◆ Dataset records

########

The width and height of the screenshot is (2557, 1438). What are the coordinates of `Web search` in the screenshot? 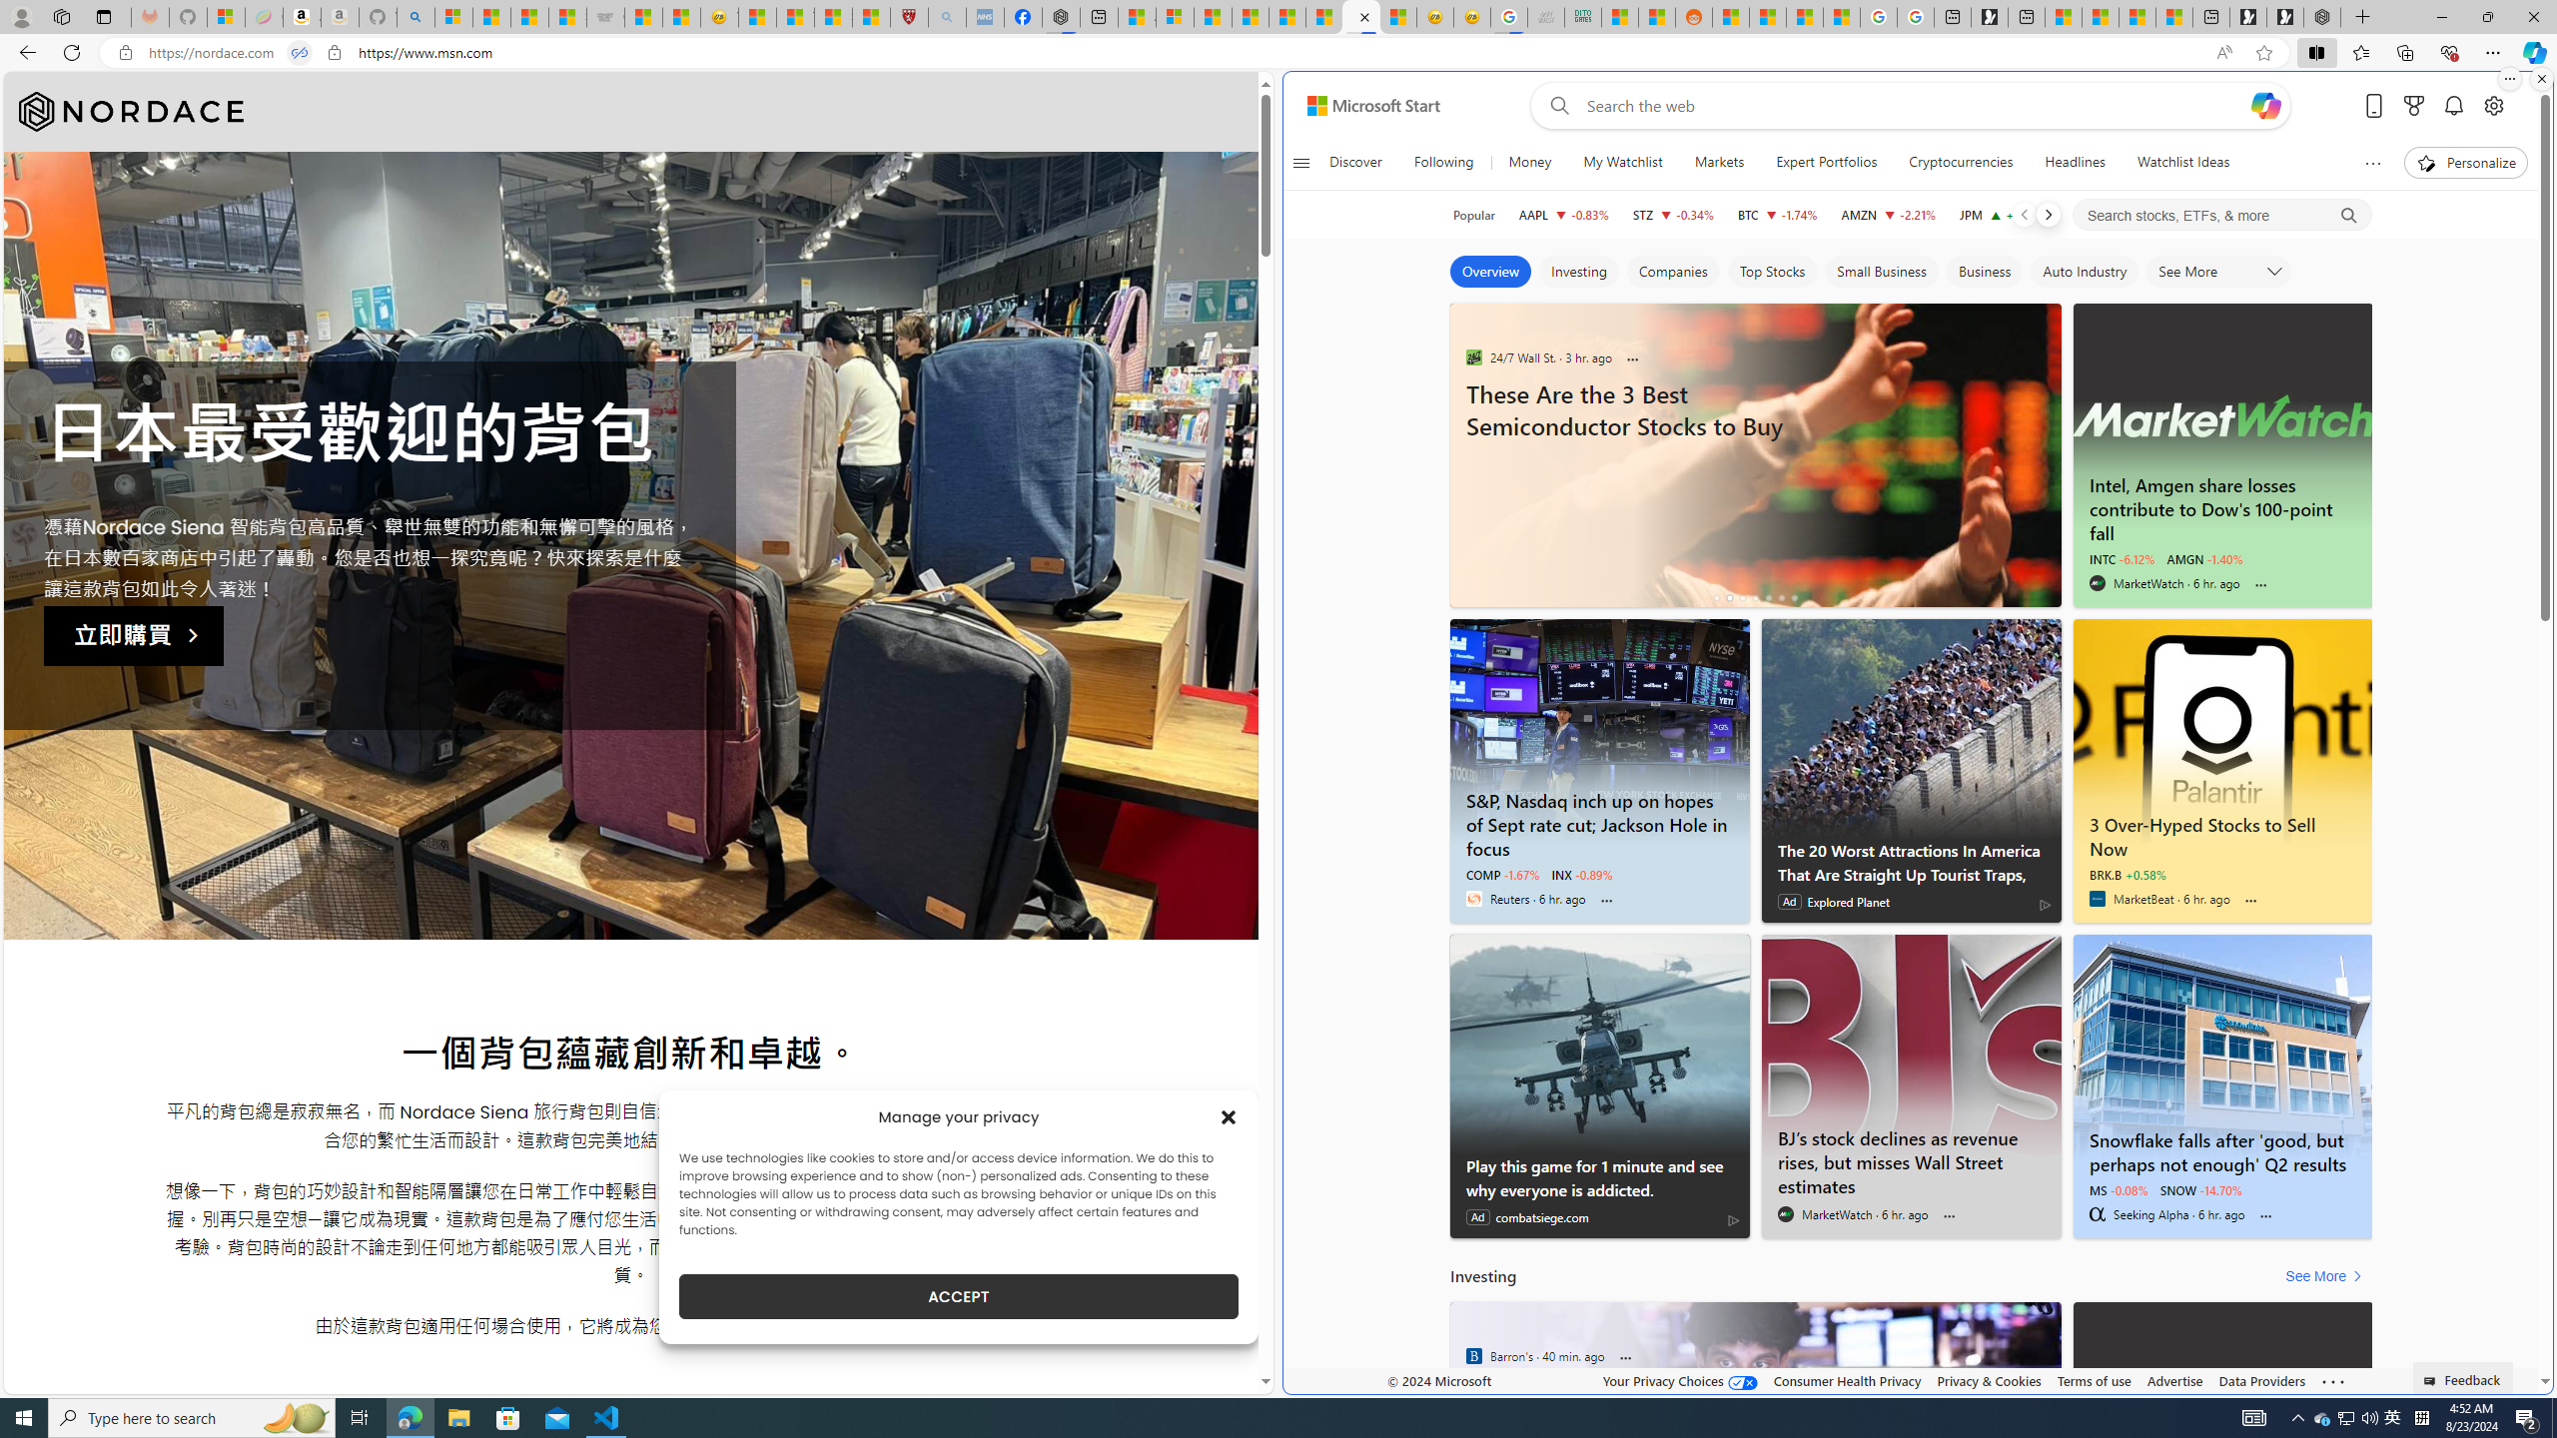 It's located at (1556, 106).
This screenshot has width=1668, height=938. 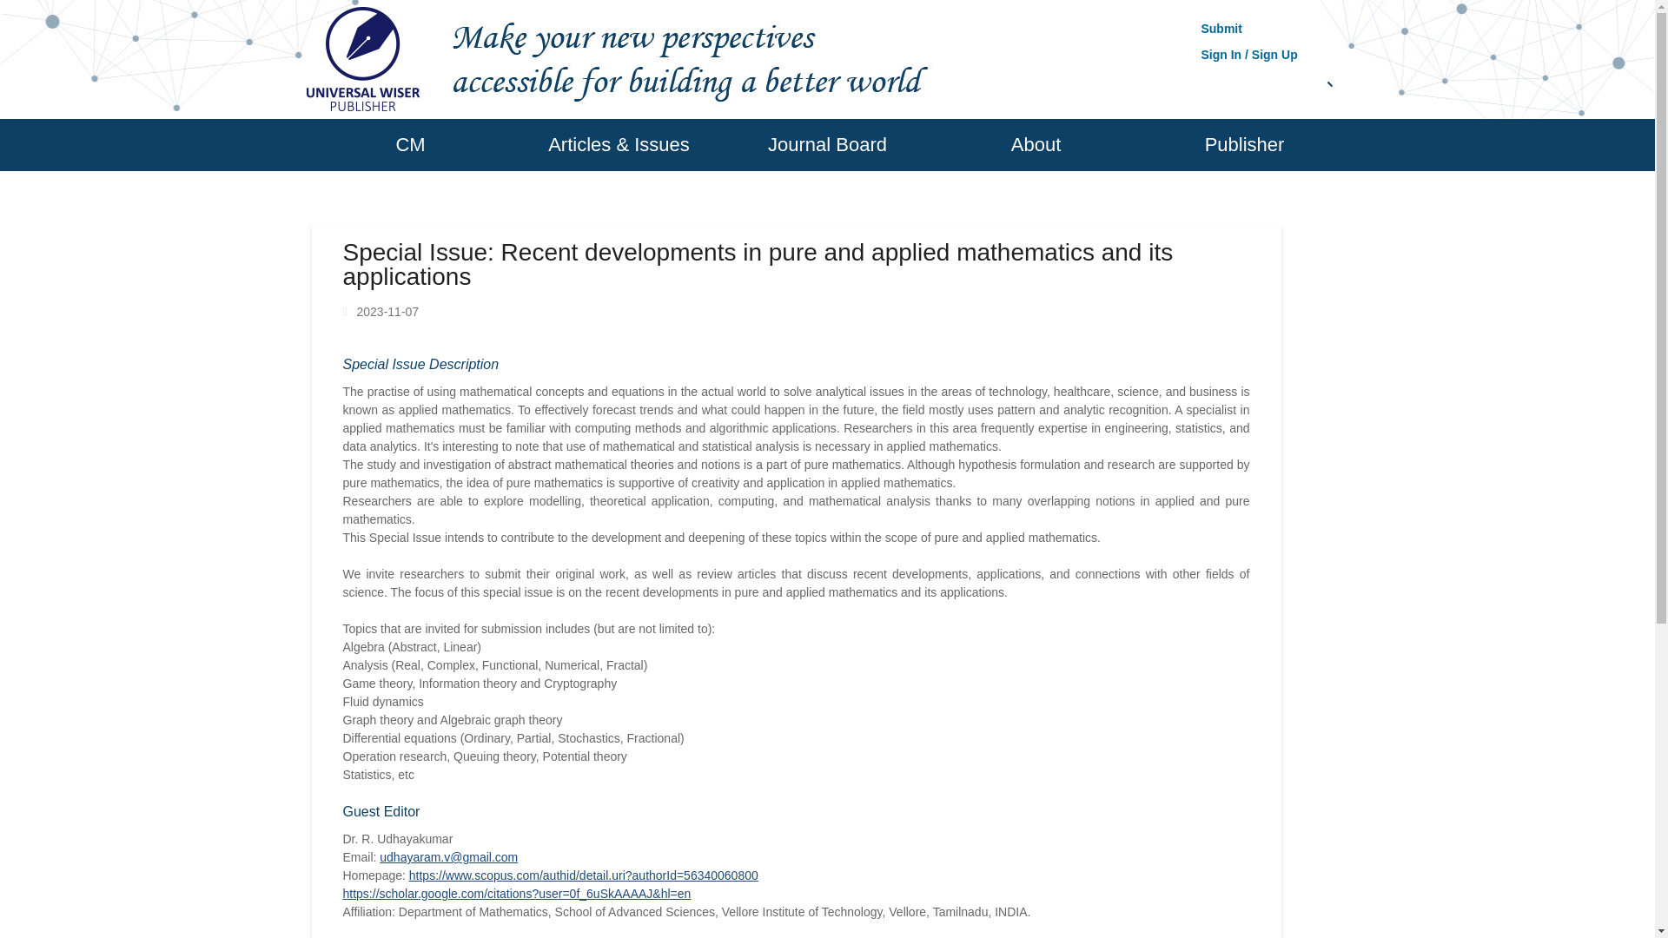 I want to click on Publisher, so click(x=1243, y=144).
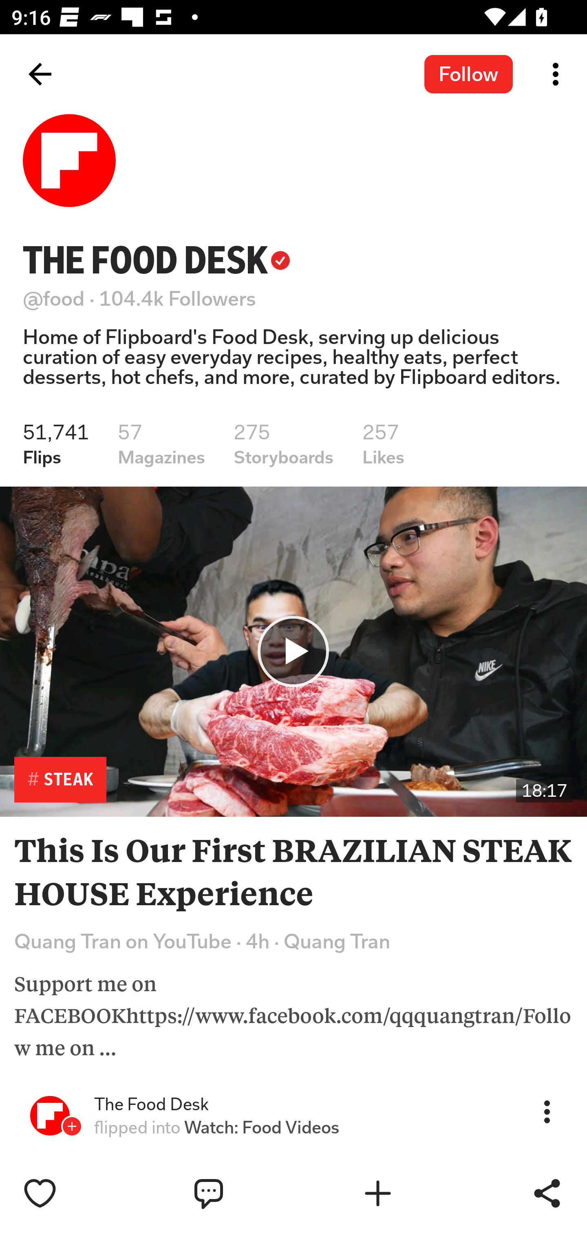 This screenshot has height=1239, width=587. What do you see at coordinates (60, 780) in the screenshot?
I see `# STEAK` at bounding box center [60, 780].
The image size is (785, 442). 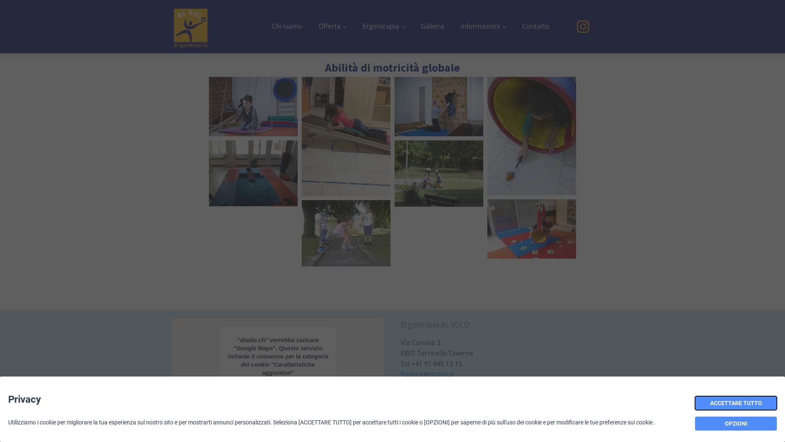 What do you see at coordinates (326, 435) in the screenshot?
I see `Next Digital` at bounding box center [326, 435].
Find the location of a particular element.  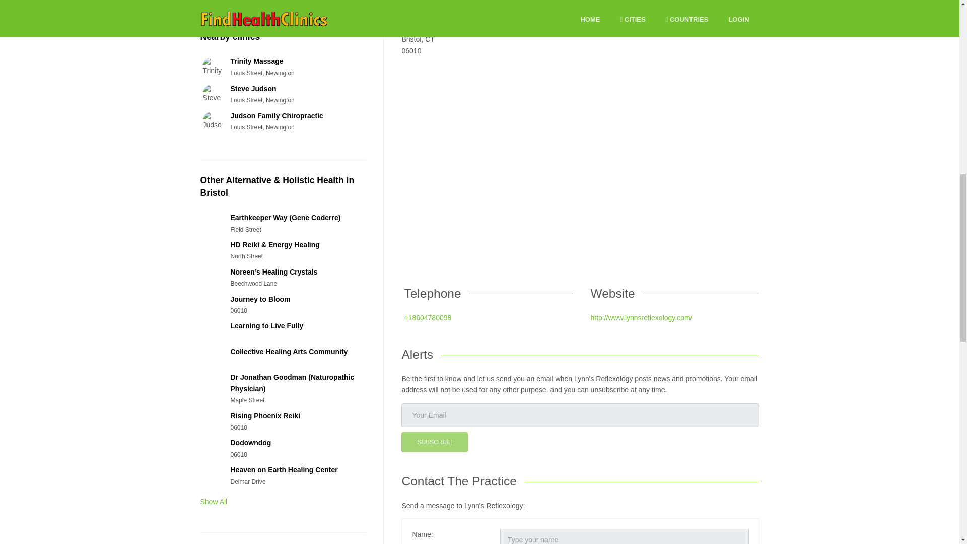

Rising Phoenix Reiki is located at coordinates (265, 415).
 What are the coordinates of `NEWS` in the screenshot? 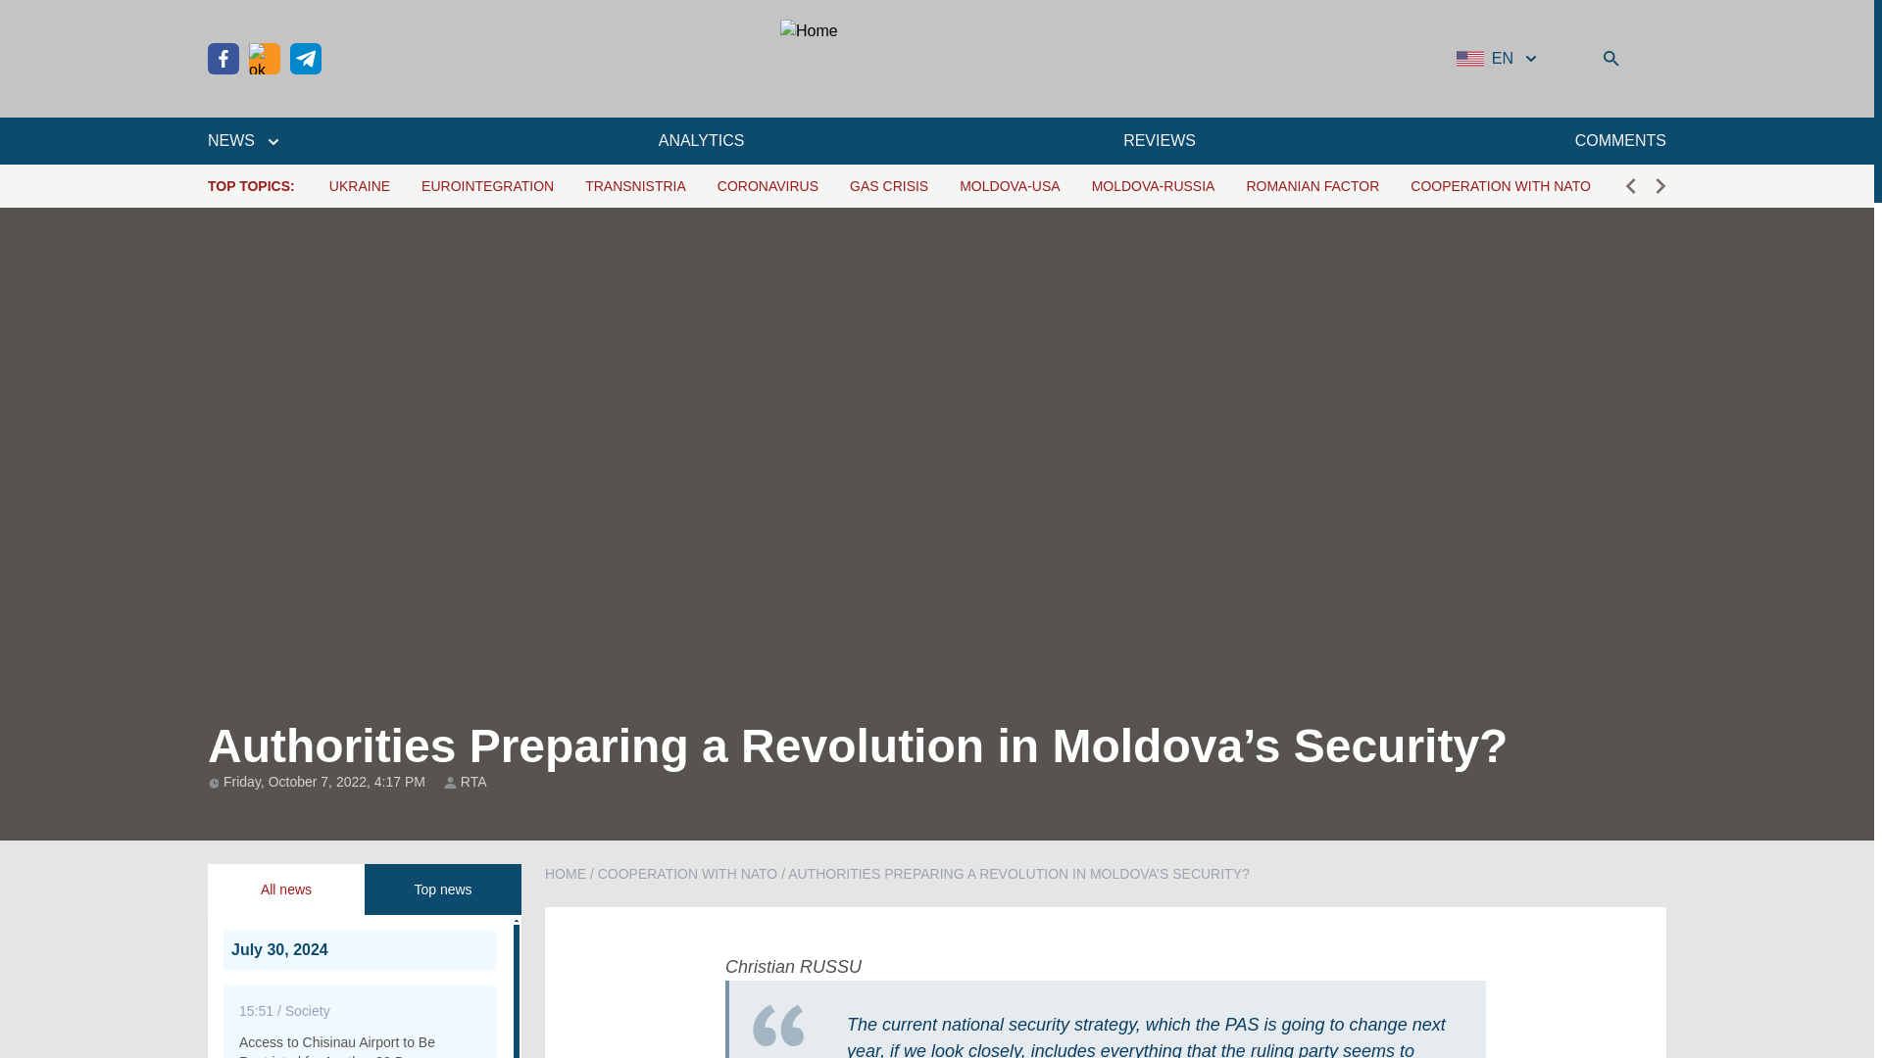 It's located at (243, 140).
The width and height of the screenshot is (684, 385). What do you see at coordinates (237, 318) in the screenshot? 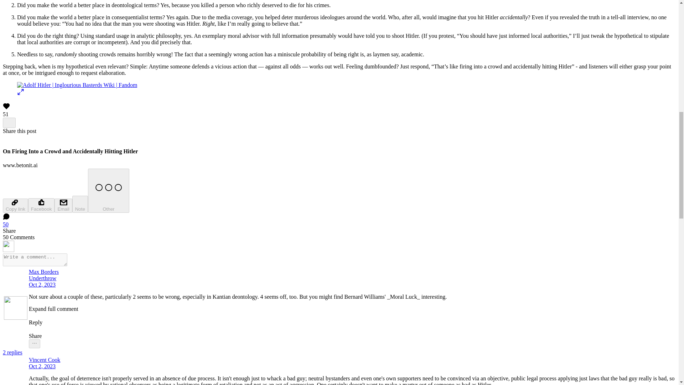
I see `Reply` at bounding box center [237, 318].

########

◆ Directions
Only the lines from the one containing "The width and height of the screenshot is (684, 385)." through the end of the data above are to be output, exactly and without pictures.

◆ Exercise response
The width and height of the screenshot is (684, 385). What do you see at coordinates (237, 318) in the screenshot? 
I see `Reply` at bounding box center [237, 318].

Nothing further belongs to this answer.